摘要
The theory and practice of multiculturalism, of which multicultural and antiracist
education form a central part, currently faces opposition on two key fronts. The
first constitutes an alliance of conservative and some liberal commentators
whose principal aim is to defend orthodox liberalism against a politics of
difference represented by multiculturalism (see, for example, Bullivant, 1981;
Hughes, 1993; Ravitch, 1992; Schlesinger, 1991, 1992). Building on a post
second world war consensus of orthodox liberalism in social and political theory
(see Claude, 1955; Glazer, 1975; Porter, 1965, 1975), these commentators argue
that only the current organization of nation-states-represented most clearly by
the neutrality of the civic realm-can ensure personal autonomy, equality, and
common citizenship (at least in theory). In contrast, they argue that the politics
of multiculturalism-which they equate directly with the increasing public
recognition of various minority ethnic, cultural and/or religious identities-is
inherently destabilizing and destructive of the common bonds of nationhood.
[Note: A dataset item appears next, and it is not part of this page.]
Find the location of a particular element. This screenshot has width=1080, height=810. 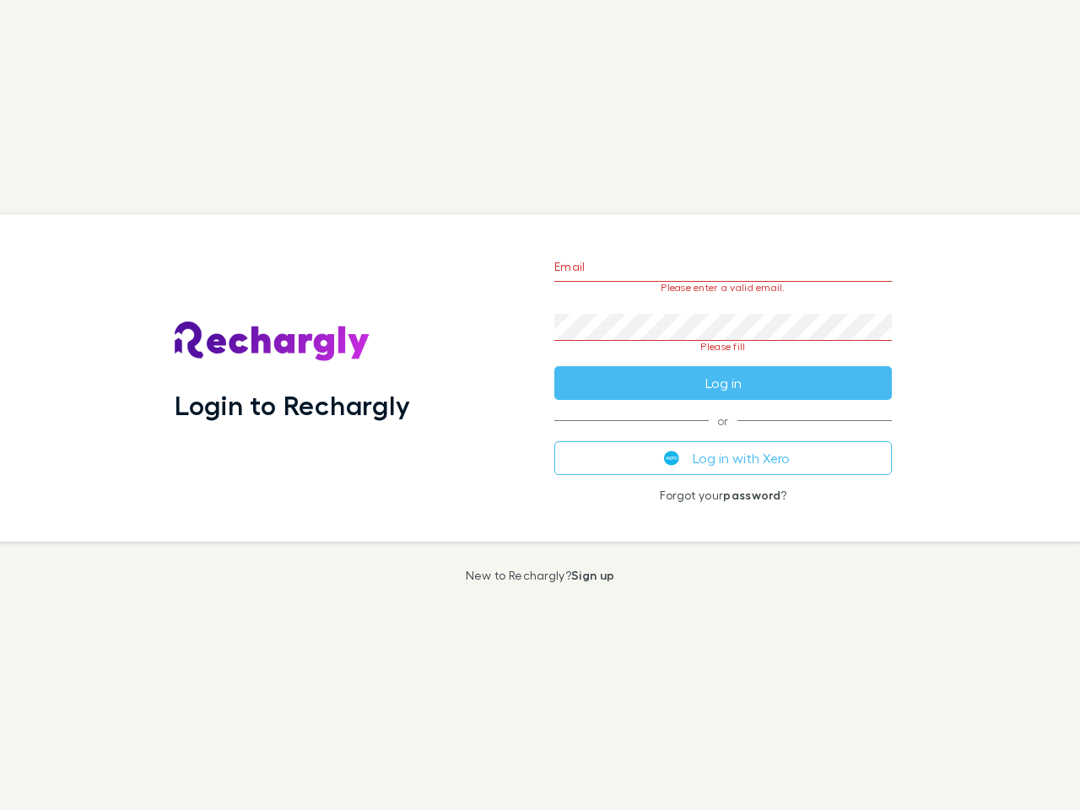

span: or is located at coordinates (723, 420).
In
their view, multiculturalism is an approach which replaces universalism with
particularism and which introduces ethnicity unnecessarily and unhelpfully into
the civic realm-that is, ‘civil society’ in Gramsci’s (1971) sense of the term.1Indeed, at their most apocalyptic, these critics suggest that the accommodation of
multiculturalism may result in the immolation and/or ‘balkanization’ of
previously quiescent, harmonious nation-states. And all because the ‘cult of
ethnicity’, to use Schlesinger’s (1992) pejorative phrase, unnecessarily hardens
ethnic group boundaries; bringing difference and division where once was unity
and common purpose. The spectres of Rwanda and the former Yugoslavia
provide convenient and seemingly salutary examples here of where
multiculturalism might eventually take us.